Book review: Rebel of the Sands is a winning mix of magic, romance and fantasy
Alwyn Hamilton’s debut novel sets off at a fair old clip and the pace doesn’t relent as she follows her heroine in her quest for self-realisation in the djinn-racked desert.


by Alwyn Hamilton
Faber & Faber

Alwyn Hamilton’s debut novel is a high-concept, and highly enjoyable, epic fantasy adventure for young adults. Picture a gun-slinging, hard-drinking Wild West, transpose it to a sweeping, romantic desert, then add a rebel prince bent on overthrowing a wicked sultan, and a little magic in the manner of One Thousand and One Nights. It’s a winning combination.

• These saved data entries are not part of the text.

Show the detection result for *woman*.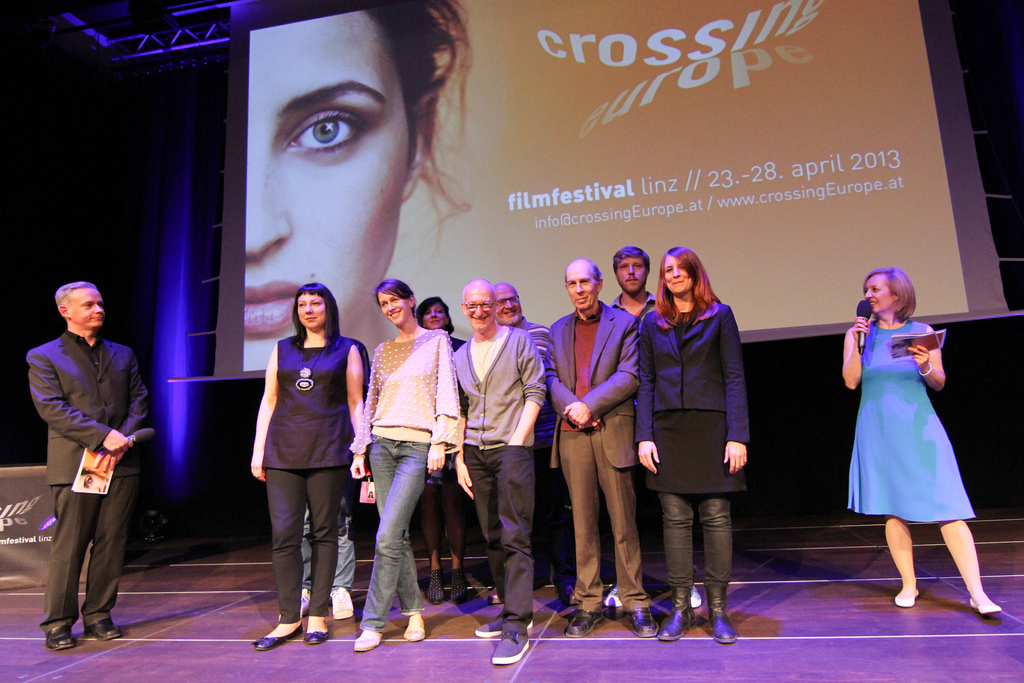
249 283 370 652.
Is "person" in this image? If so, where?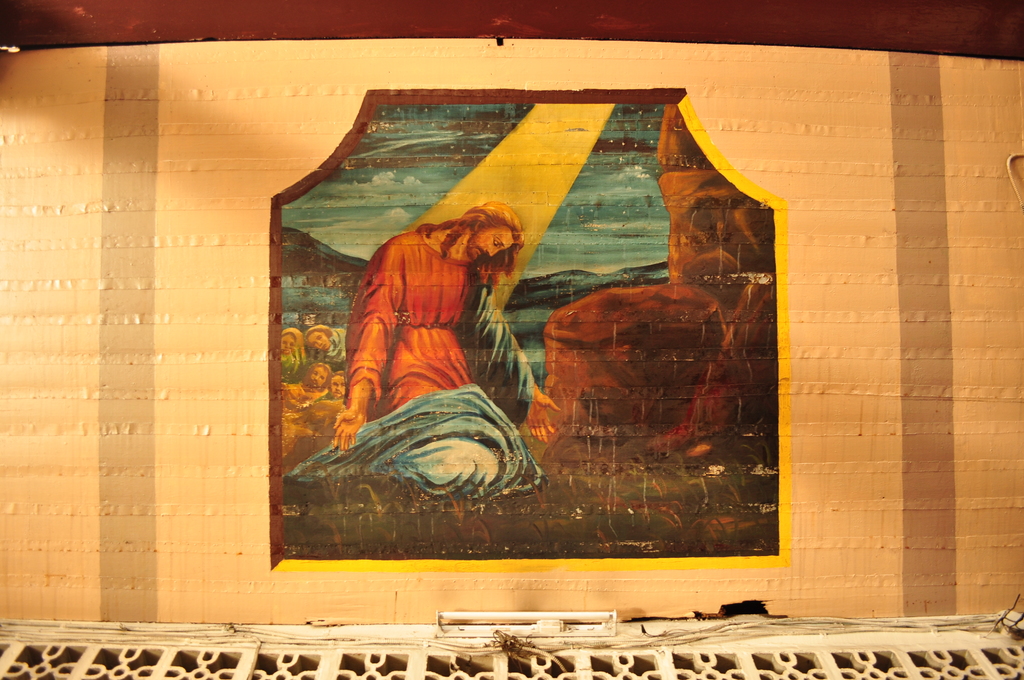
Yes, at bbox=(281, 362, 328, 416).
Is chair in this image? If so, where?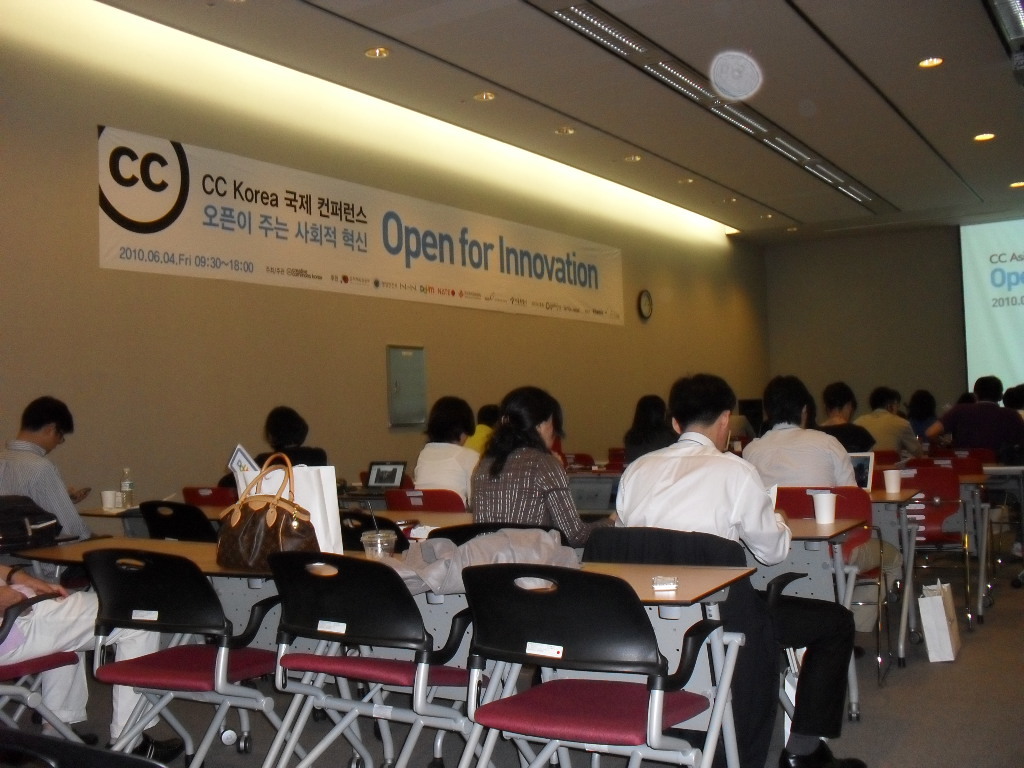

Sixteen-year-old heroine Amani Al’Hiza narrates a story that, opening as it does with an exciting set piece, launches at a gutsy pace that rarely slows. Determined to get out of Deadshot, a town where everyone is dirt poor and the only work is at the explosives factory that feeds the Sultan’s warmongering appetite, Amani sneaks out one night, dressed as a boy. She is intent on entering a competition in a disreputable bar called the Dusty Mouth, where sharpshooters fight it out in a pistol pit. Amani remarks that like most folks there, she wasn’t up to no good. “Then again, I wasn’t exactly up to no bad, neither.”